Chapter Thirty-Two

Contains spoilers

Overview

Ted dreams of a golden summer day when he and his three friends schemed to fund the painting by hustling shopping cart coins, leading to a chaotic supermarket run, a downhill cart ride, and a perilous plunge into the sea. The friends saved Joar from drowning after his foot was trapped in the cart’s coin chain, then basked in the joy of survival and friendship. The chapter closes with Ted returning home to find his older brother by the piano and silently learning their father has died.

Summary

Ted dreams of a nameless summer day from when the friends were fourteen, centered on the early sketches of what would become the painting. On the pier, the artist admitted he had no paints and could not afford them, prompting Joar and Ali to joke about costs until Ted suggested finding a way to get money.

The dream shifts to a supermarket parking lot where the group executes Ted’s plan: ask elderly shoppers for cart coins.
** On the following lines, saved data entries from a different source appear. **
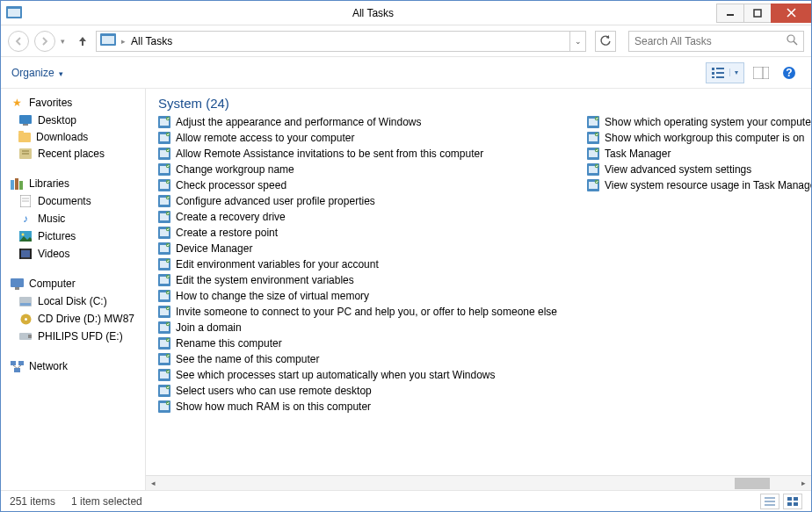 This screenshot has width=812, height=512. Describe the element at coordinates (705, 138) in the screenshot. I see `task-label: Show which workgroup this computer is on` at that location.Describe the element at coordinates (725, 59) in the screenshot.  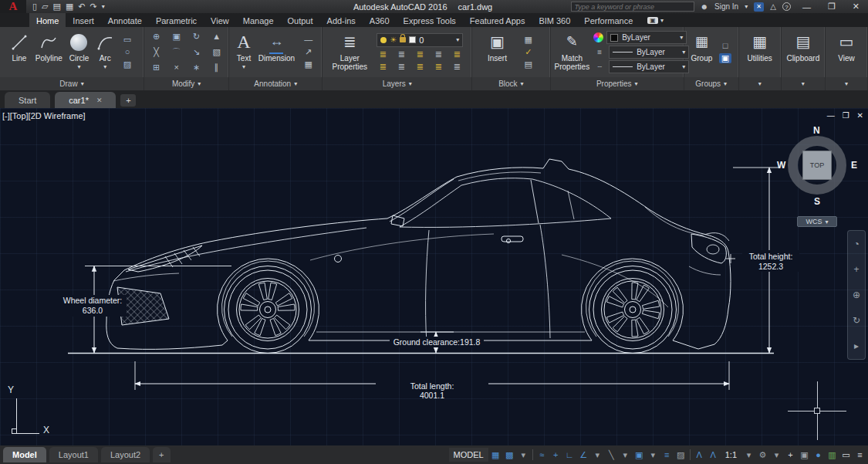
I see `group-edit-icon: ▣` at that location.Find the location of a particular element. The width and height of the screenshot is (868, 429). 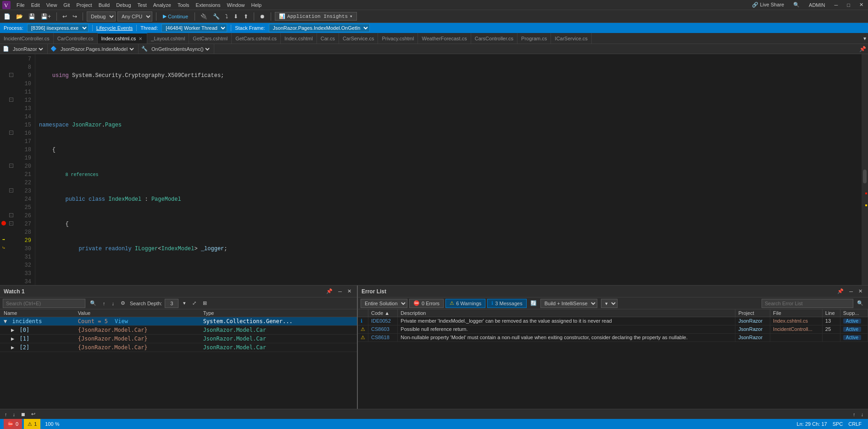

menu-edit: Edit is located at coordinates (36, 5).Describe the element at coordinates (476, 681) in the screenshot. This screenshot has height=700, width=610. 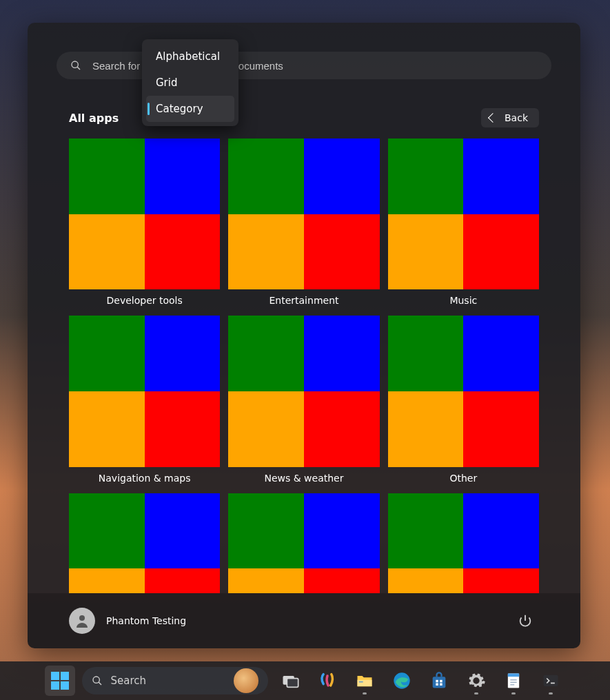
I see `gear-icon` at that location. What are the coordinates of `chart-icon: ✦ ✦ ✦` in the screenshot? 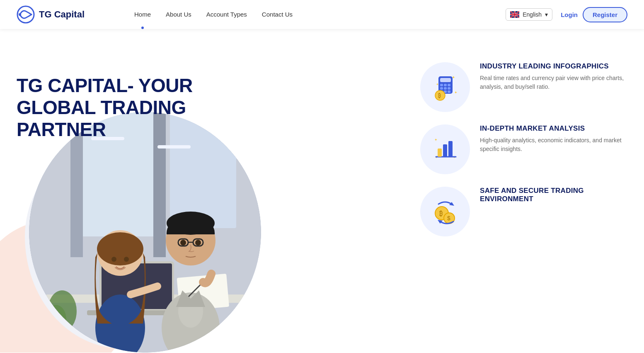 It's located at (445, 149).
Ali’s persuasive act works; Joar’s attempt leads to unwanted attention; the artist is approached by a predatory man in a car until Ali shouts “WATCH OUT!”, freezing the scene and allowing the boy to escape. After a security guard appears, they decide to enter the store with a cart to look less suspicious.

Inside, they buy a few items to mask theft hidden in their backpacks. Light banter escalates into a comic but tense exchange about tampons, with Ali scolding the boys for their ignorance. At checkout, the guard watches their bags while a cheerful cashier remarks on their pastries. Sensing trouble, they bolt, splitting directions to confuse the guard; Ali uses another “WATCH OUT!” to make him stumble. Reunited, they race a cart across traffic and down a steep hill, wipe out, and collapse laughing.

They wheel the cart to the pier and launch it into the sea with themselves aboard. Underwater disorientation turns to panic as they surface one by one, then realize Joar is missing. They spot Joar struggling; his ankle is ensnared in the coin-chain mechanism, and the submerged cart drags him down.

Ted and the artist haul Joar toward the pier while Ali swims alongside, needling him even in crisis. Between gasps and gallows humor—including Ali asking if he has a coin—they manage to free Joar. The relief and laughter crest like a “tsunami,” and the four dry in the sun, their day feeling perfect, alive with possibility as they part with a promise of “Tomorrow!”

Returning home, Ted opens the door to a creak and a muffled sob. In the dim living room, his older brother sits silently at the old piano, empty beer cans atop it. Without words, Ted understands: their father is dead.

Who Appears

  • Ted
    narrator/dreamer; recalls planning the coin scheme, running the supermarket escapade, helping save Joar, and then discovering at home that his father has died.